The Score
Two Don Corleones team up for a movie, and what is it? A stupid heist flick. Jeez!
Any movie that opens with a jumbo-size Marlon Brando — sausaged into a white suit, yet — mincing into a Montreal jazz club spouting French (“Bonjour”) and looking for a thief named Nick, who happens to be played by Robert De Niro, scores points. That’s just for bringing together the two legends who played the older and younger versions of Vito Corleone in the Godfather films. Add Edward Norton as the new kid on the crook block and you’re set for the kind of movie that makes people say, “I’d pay to see these guys just read from the phone book.”
Sadly, any phone book would offer more jolts than this substandard caper flick. Brando plays Max, a fence who wants to interest his safe-cracking pal Nick in a big job. All Nick needs to do is steal a gold scepter from the customs house in Montreal, where Jackie (Norton) is posing as a retarded janitor to infiltrate the security system. Nick doesn’t like the idea or brash Jackie. Montreal is his home; you don’t steal in your own back yard. Besides, he wants to retire, run his jazz club full time and settle down with his flight-attendant love, Diane (an underused Angela Bassett). But wouldn’t you know it, Nick gets pulled back in.
Director Frank Oz, best known for comedies such as In and Out and Bowfinger, is less adept at building tension. There’s more suspense in watching Brando, who has trouble with physical exertion, get on and off a bar stool than the robbery itself. Still, Brando — his eyes alive with mischief — is the life of the movie. De Niro, looking glum, doesn’t rise to the challenge, leaving Norton to overcompensate with his jittery Rain Man act. There’s nothing you can’t see coming in this flick, including the surprise ending. Quick, somebody get a phone book.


Your task
Determine the number of lines in the data below that hold "series"; give nothing but that number.

Records from a data source:
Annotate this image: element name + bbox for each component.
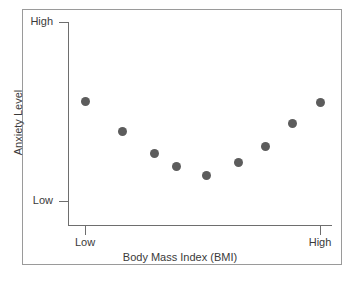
y-axis-tick-label-high: High <box>0 16 53 27</box>
x-axis-tick-low <box>85 226 86 235</box>
y-axis-line <box>68 22 69 226</box>
data-point <box>150 149 159 158</box>
x-axis-title: Body Mass Index (BMI) <box>0 252 360 263</box>
data-point <box>172 162 181 171</box>
x-axis-tick-label-low: Low <box>75 237 95 248</box>
data-point <box>261 142 270 151</box>
x-axis-tick-high <box>320 226 321 235</box>
data-point <box>316 98 325 107</box>
data-point <box>202 171 211 180</box>
y-axis-title: Anxiety Level <box>13 43 24 203</box>
data-point <box>234 158 243 167</box>
y-axis-tick-label-low: Low <box>0 195 53 206</box>
data-point <box>118 127 127 136</box>
data-point <box>288 119 297 128</box>
y-axis-tick-low <box>59 201 68 202</box>
y-axis-tick-high <box>59 22 68 23</box>
x-axis-tick-label-high: High <box>309 237 332 248</box>
scatter-plot-figure: High Low Low High Anxiety Level Body Mas… <box>0 0 360 284</box>
chart-frame-border <box>22 9 342 265</box>
x-axis-line <box>68 225 332 226</box>
data-point <box>81 97 90 106</box>
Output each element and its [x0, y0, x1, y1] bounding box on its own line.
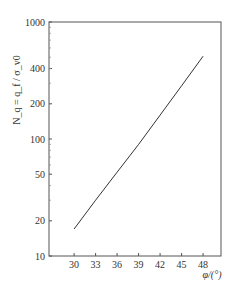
- y-axis-title: N_q = q_f / σ_v0: [11, 55, 22, 124]
- x-tick-label: 36: [112, 259, 122, 270]
- x-tick-label: 42: [155, 259, 165, 270]
- x-axis-title: φ/(°): [203, 269, 223, 281]
- y-axis: 1020501002004001000: [25, 17, 52, 262]
- y-tick-label: 20: [35, 215, 45, 226]
- y-tick-label: 200: [30, 98, 45, 109]
- y-tick-label: 100: [30, 134, 45, 145]
- y-tick-label: 1000: [25, 17, 45, 28]
- y-tick-label: 50: [35, 169, 45, 180]
- y-tick-label: 400: [30, 63, 45, 74]
- x-tick-label: 33: [91, 259, 101, 270]
- chart: 1020501002004001000 30333639424548 N_q =…: [0, 0, 237, 292]
- plot-frame: [49, 22, 221, 256]
- y-tick-label: 10: [35, 251, 45, 262]
- x-tick-label: 30: [69, 259, 79, 270]
- data-line: [74, 56, 203, 229]
- x-tick-label: 39: [134, 259, 144, 270]
- x-tick-label: 45: [177, 259, 187, 270]
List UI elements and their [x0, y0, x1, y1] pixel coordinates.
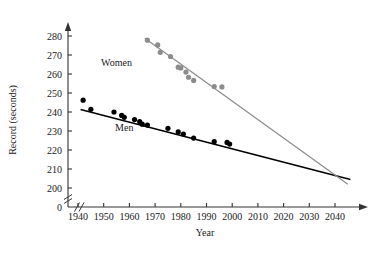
data-point: [178, 65, 183, 70]
series-men: [81, 98, 351, 180]
series-annotation-women: Women: [101, 57, 132, 68]
x-tick-label: 2020: [274, 211, 294, 222]
y-tick-label: 210: [47, 164, 62, 175]
x-axis-arrowhead: [359, 204, 368, 210]
x-tick-label: 2040: [325, 211, 345, 222]
y-axis-arrowhead: [65, 22, 71, 31]
x-tick-label: 1970: [145, 211, 165, 222]
data-point: [191, 135, 196, 140]
data-point: [191, 78, 196, 83]
trend-line-women: [145, 38, 348, 184]
data-point: [81, 98, 86, 103]
series-annotation-men: Men: [115, 122, 133, 133]
trend-line-men: [81, 110, 351, 180]
data-point: [158, 50, 163, 55]
y-tick-label: 280: [47, 31, 62, 42]
x-tick-label: 1940: [68, 211, 88, 222]
x-tick-label: 1960: [119, 211, 139, 222]
y-tick-label: 230: [47, 126, 62, 137]
x-tick-label: 2000: [222, 211, 242, 222]
x-axis-title: Year: [196, 227, 215, 238]
data-point: [219, 84, 224, 89]
series-women: [145, 38, 348, 185]
x-tick-label: 2010: [248, 211, 268, 222]
data-point: [212, 84, 217, 89]
x-tick-label: 1980: [171, 211, 191, 222]
data-point: [145, 38, 150, 43]
y-tick-label: 220: [47, 145, 62, 156]
data-point: [168, 54, 173, 59]
data-point: [122, 115, 127, 120]
y-tick-label: 200: [47, 183, 62, 194]
x-tick-label: 1950: [94, 211, 114, 222]
origin-label: 0: [57, 202, 62, 213]
data-point: [88, 107, 93, 112]
y-tick-label: 270: [47, 50, 62, 61]
data-point: [145, 123, 150, 128]
data-point: [111, 109, 116, 114]
y-axis-title: Record (seconds): [7, 85, 19, 155]
chart-canvas: 2002102202302402502602702800194019501960…: [0, 0, 376, 258]
record-vs-year-scatter-chart: 2002102202302402502602702800194019501960…: [0, 0, 376, 258]
data-point: [181, 131, 186, 136]
data-point: [212, 139, 217, 144]
data-point: [155, 42, 160, 47]
x-tick-label: 1990: [197, 211, 217, 222]
data-point: [186, 75, 191, 80]
y-tick-label: 250: [47, 88, 62, 99]
data-point: [176, 129, 181, 134]
data-point: [165, 126, 170, 131]
y-tick-label: 260: [47, 69, 62, 80]
data-point: [227, 142, 232, 147]
data-point: [183, 70, 188, 75]
y-tick-label: 240: [47, 107, 62, 118]
axes-layer: 2002102202302402502602702800194019501960…: [47, 22, 368, 222]
x-tick-label: 2030: [299, 211, 319, 222]
data-point: [140, 122, 145, 127]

Response below
4